The only man convicted of any charges in the case was Lewis, who pled guilty to one count of misdemeanor obstruction of justice (for telling the others in his limo to keep quiet about what had happened), and got off with a year’s probation. The NFL fined him a quarter of a million dollars but did not suspend him from playing the next season.
After settling separate civil suits with the families of the two victims, reportedly more than $1 million in one case and an undisclosed amount in the other, Lewis has been fond of calling himself “a changed man”—but he’s never come clean on exactly what he has changed from. Sympathetic reporters have related that he has become a good father who spends quality time with his six children. Many don’t get around to mentioning their four different mothers. And two well-regarded players who asked to remain anonymous out of fear of offending the league called Lewis, who placed second in a player poll this year asking who was the league’s “most violent, dangerous player,” one of the sport’s dirtiest players, a consummate cheap-shot artist.
Lewis has mostly stopped talking about the murders except occasional remarks like one, speaking in church and quoted in Sports Illustrated about what hostile fans shout at him: “everything from 'Murderer,'… everything from 'N----r.' It’s a clever bit of word association: If you accuse him of being the first, you’re guilty by association of meaning the second. More often, though, he’s avoided the topic or limited himself to platitudes, the “teamwork” and “motivation” of talking about two men stabbed and left to die.
In 2010 he told the Baltimore Sun, “I’m telling you, no day leaves this earth without me asking God to ease the pain of anybody who was affected by that whole ordeal.” Earlier this week he said he “truly forgive[s]” the wife of a New England Patriots player who posted to her Facebook page (and later took down the post and apologized for it) about the murders, and his complicated family. “Sometimes people just say silly stuff and they say it out of emotion. Sometimes, you need to let the game take care of the game.”
And the game, at least according to Eric Thomas, was why Lewis stayed out of that fateful fight in Atlanta: “Not for some moral or noble reason. He wanted to avoid the conflict because he was concerned it might hurt his NFL career. Throughout the process, Lewis seemed consumed with protecting his then-burgeoning NFL superstar status. He made them promise silence in the limo afterward and lied to the police the morning after. He flipped on his buddies to avoid scrutiny.” Judging from the reaction of Commissioner Goodell and the NFL establishment, he’s indeed avoided that scrutiny.
No matter what the future holds for Ray Lewis, whether or not the investigation is ever reopened or anyone comes forward with new evidence, one thing is for certain: the deaths of Lollar and Baker are never going to be far from any discussion of Lewis, no matter how many Christmas toys he buys or motivational speaking engagements he makes. In a few years, his plaque will hang in the Pro Football Hall of Fame in Canton, Ohio, just 18½ miles from the cemetery in Akron where Baker and Lollar are buried.

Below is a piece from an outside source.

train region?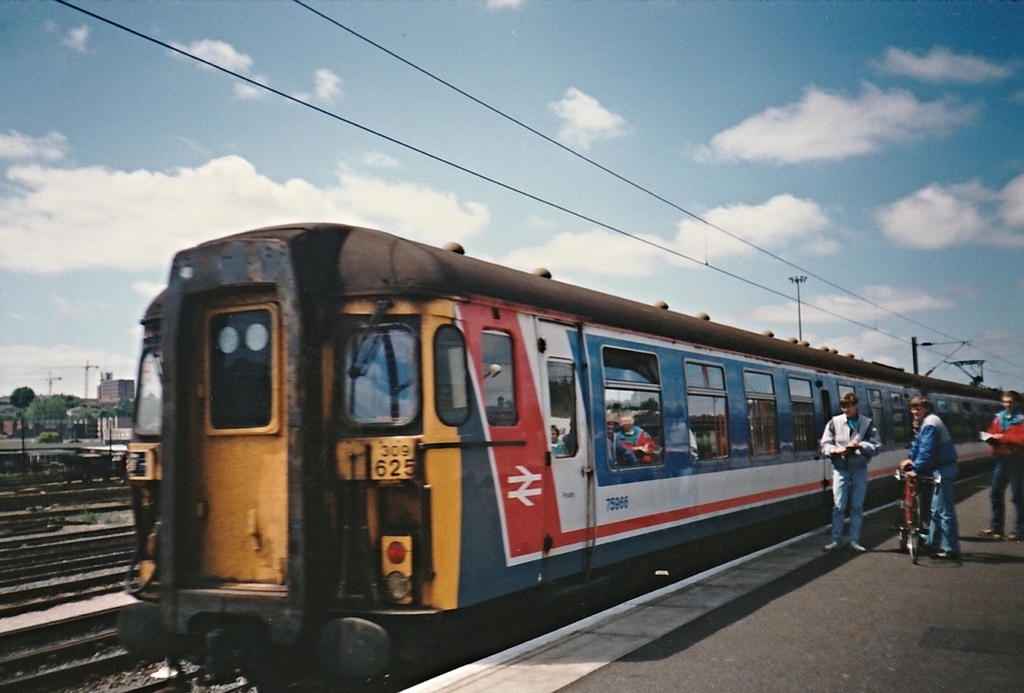
locate(116, 218, 1023, 692)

(A point after: On Tuesday morning Sports Illustrated announced that their Feb. 4 issue will feature a story on a company whose owners claim that Lewis used a substance banned by the NFL while recovering from a torn triceps in October. Lewis promptly denied the allegation, which could bring down the image carefully built up by Lewis over the past 13 years. American sports fans can forgive violence, but they’re merciless on the subject of performance-enhancing drugs.)